If it doesn’t, they haven’t burned the main line to the ground.
Now, there’s another rumored piece that matters a lot: the crease.
Both the Wide Fold and the next Fold generation are rumored to feature an almost crease-free display. And we’ve heard variations of this for years, so I’m not going to pretend a rumor equals reality.
But if Samsung actually makes a meaningful jump in crease reduction at the same time it shifts to 4:3, that combination is huge.
Because the crease is one of the last “normal person” barriers.
Tech enthusiasts tolerate it. We accept tradeoffs.
Mainstream buyers walk into a store, open the device, see a line down the middle, and immediately go, “Wait, that’s supposed to be normal?”
If Samsung can make the crease less obvious and make the inner screen feel more like a real tablet, that’s a much cleaner pitch.
Now stack on the software story.
The leak is tied to One UI 9, and the expectation is Android 17 out of the box. Again, release timing can change, but the point is, Samsung is building the software foundation now.
And software is where foldables live or die.
A wider aspect ratio is only great if Samsung’s multitasking UI, app continuity, keyboard behavior, and split-screen defaults are tuned for it.
If they nail that, 4:3 becomes a productivity win, not just a spec sheet line.
Now I want to address the obvious comparison people are already making:
“Samsung is copying Apple before Apple even ships.”
Samsung has been aggressively working on thinness and hinge engineering. The Fold 7 reportedly got significantly slimmer, with Samsung borrowing design and manufacturing lessons from its super-thin phone efforts. When you shave millimeters off a fold, you don’t just make it prettier. You make it more livable.
A wider fold can easily get heavy and awkward.
So the only way a Wide Fold works is if Samsung keeps thickness and weight under control.
And that might be the real story behind why this is happening now:
Samsung’s hinge and internal packaging have improved enough that a wider device doesn’t automatically mean an uncomfortable device.
Also, Samsung has been experimenting in public.
We’ve seen concepts. We’ve seen weird form factors. We’ve seen the tri-fold idea. Not everything ships, and not everything should ship, but Samsung has clearly been collecting data on what people actually want.

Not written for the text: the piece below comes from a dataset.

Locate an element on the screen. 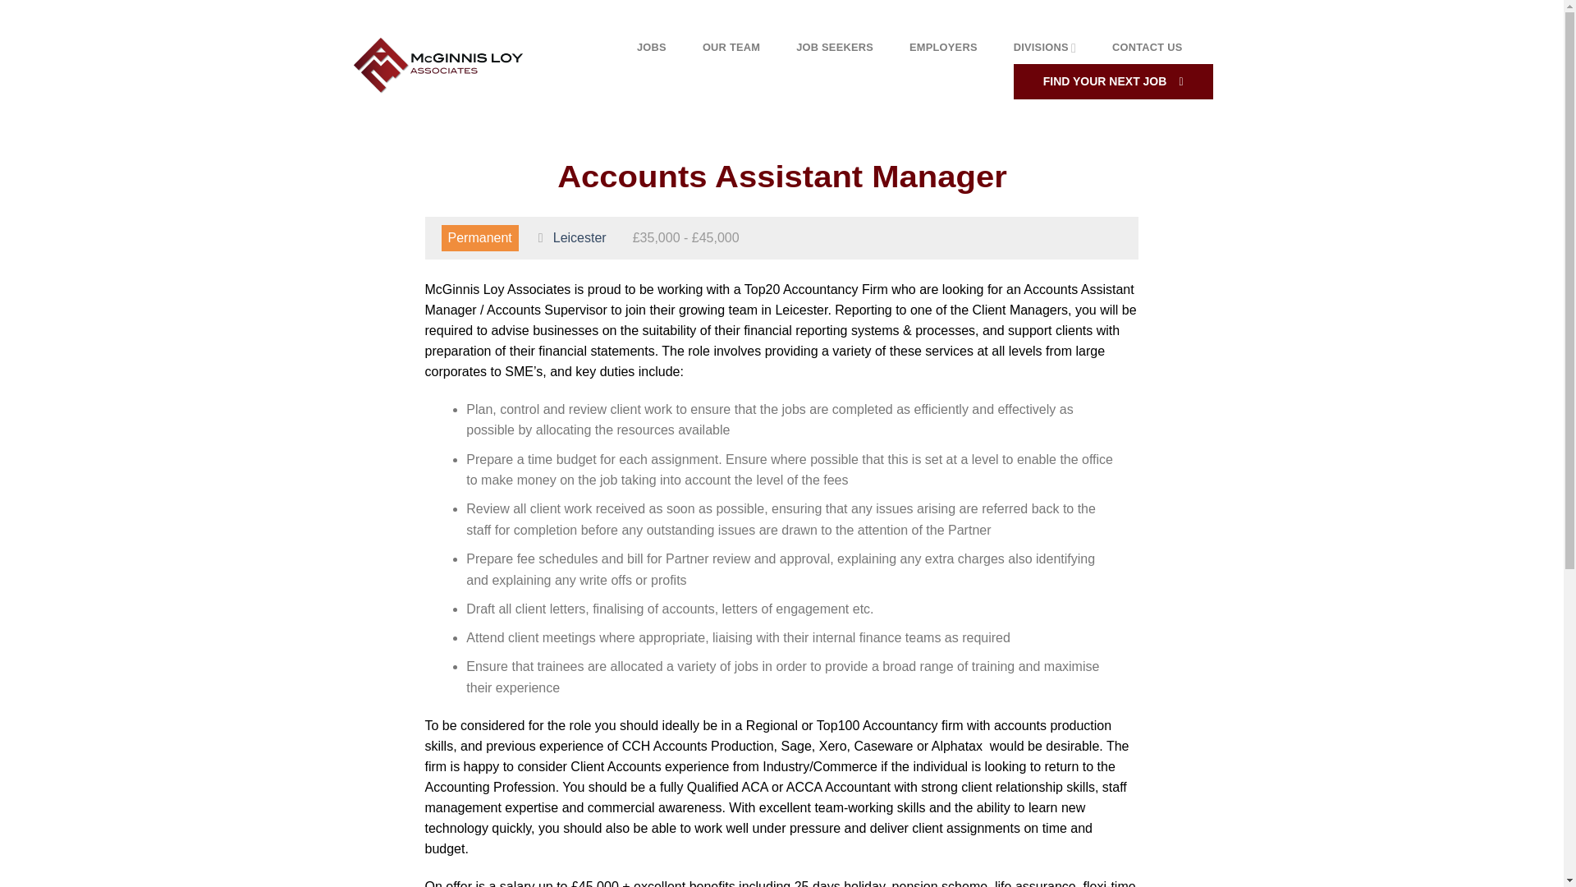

And it also helps that Samsung has already tested “wider than normal” with special editions and incremental widening over the years. They didn’t wake up yesterday and discover width.

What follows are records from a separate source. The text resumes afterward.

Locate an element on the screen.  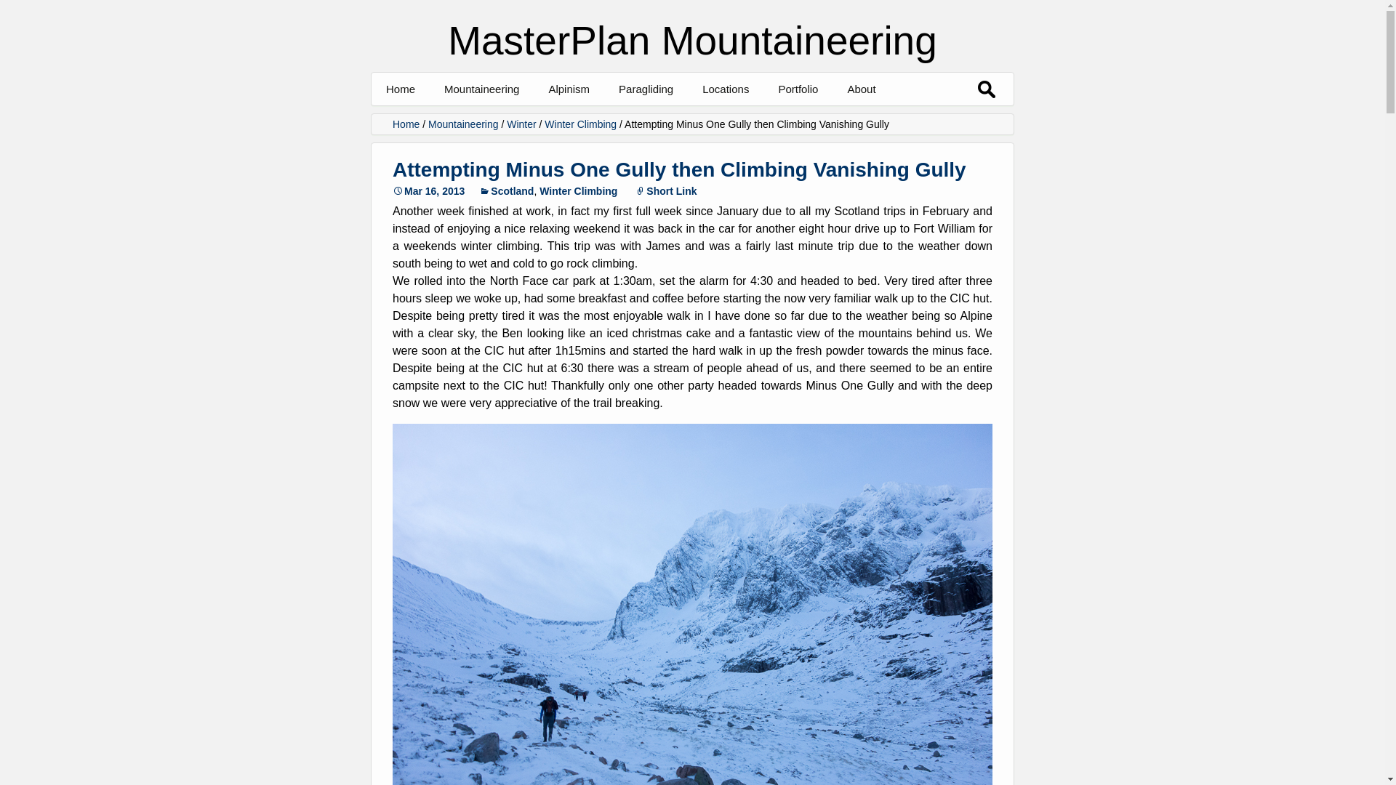
Alpinism is located at coordinates (569, 89).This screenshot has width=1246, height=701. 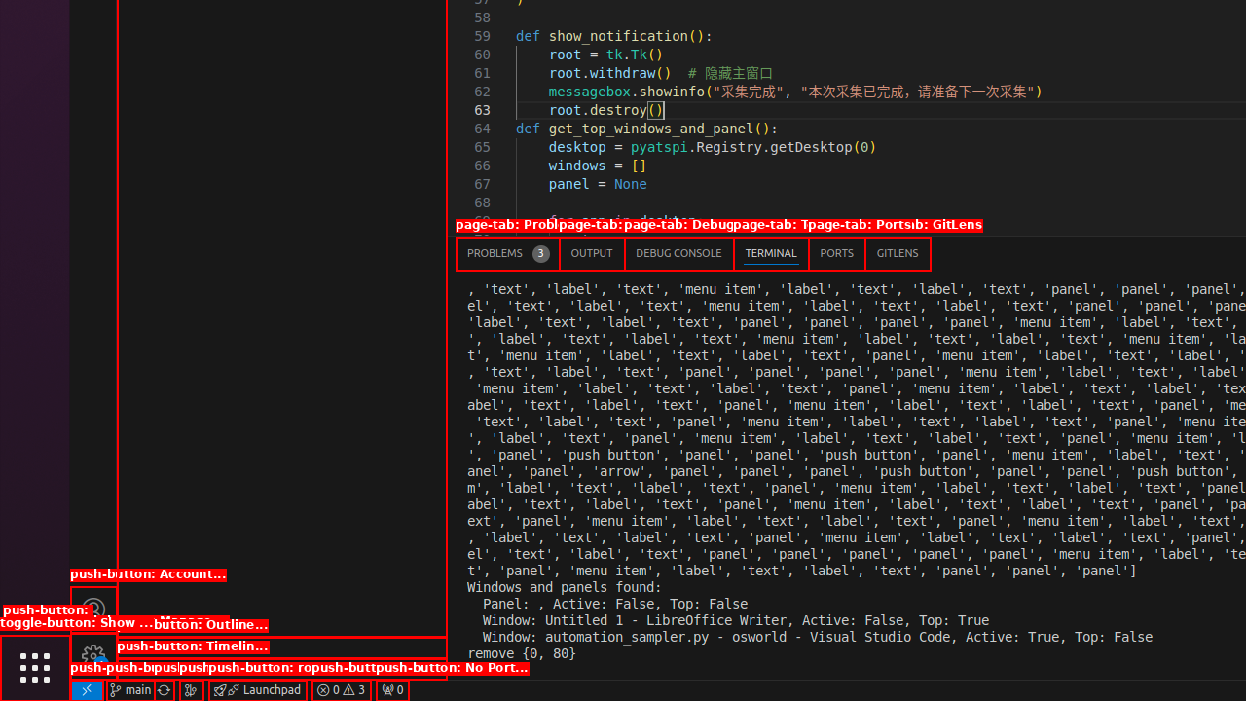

So here’s the bigger takeaway.
A 4:3 Galaxy Z Wide Fold would be Samsung admitting something important:
The best version of a book-style foldable is not a tall phone that opens into a bigger tall phone.
It’s a phone that opens into a tablet shape people already understand.
And if Apple is coming with a foldable iPhone that aims at mainstream acceptance, Samsung’s best defense is to offer a product that feels just as natural, just as polished, and ideally more mature because Samsung has been doing foldables for years.
Now, before we get carried away, a few things still need answers.
How wide is the cover display, and is it finally “normal phone” comfortable?
What’s the camera system like, and does Samsung compromise it to keep the device thin?
What’s the battery capacity, and does a bigger display mean worse endurance?
And the big one: price.
Because a “wide fold” positioned as an extra model could land at an extra-premium price, and that can limit how big of an impact it actually has.
But purely on the design signal, 4:3 is the most interesting Fold-related leak we’ve had in a while.
It’s a choice that changes the experience, not just the spec sheet.
If you want, I can do a follow-up the moment we get more concrete details on the Wide Fold’s size, cover screen dimensions, and whether that crease reduction rumor is real. So subscribe for that.
And comment “4:3” if you think this is the ratio foldables should’ve had from the start, or “square” if you prefer Samsung’s current approach.
The Wide Fold leak isn’t just a random firmware find. It’s a glimpse at Samsung’s strategy: widen the canvas, polish the hardware, and make the foldable feel more like a tablet people already know how to use.
If Apple is preparing a foldable iPhone, Samsung doesn’t want to compete with yesterday’s Fold. It wants to compete with the form factor that wins the next wave.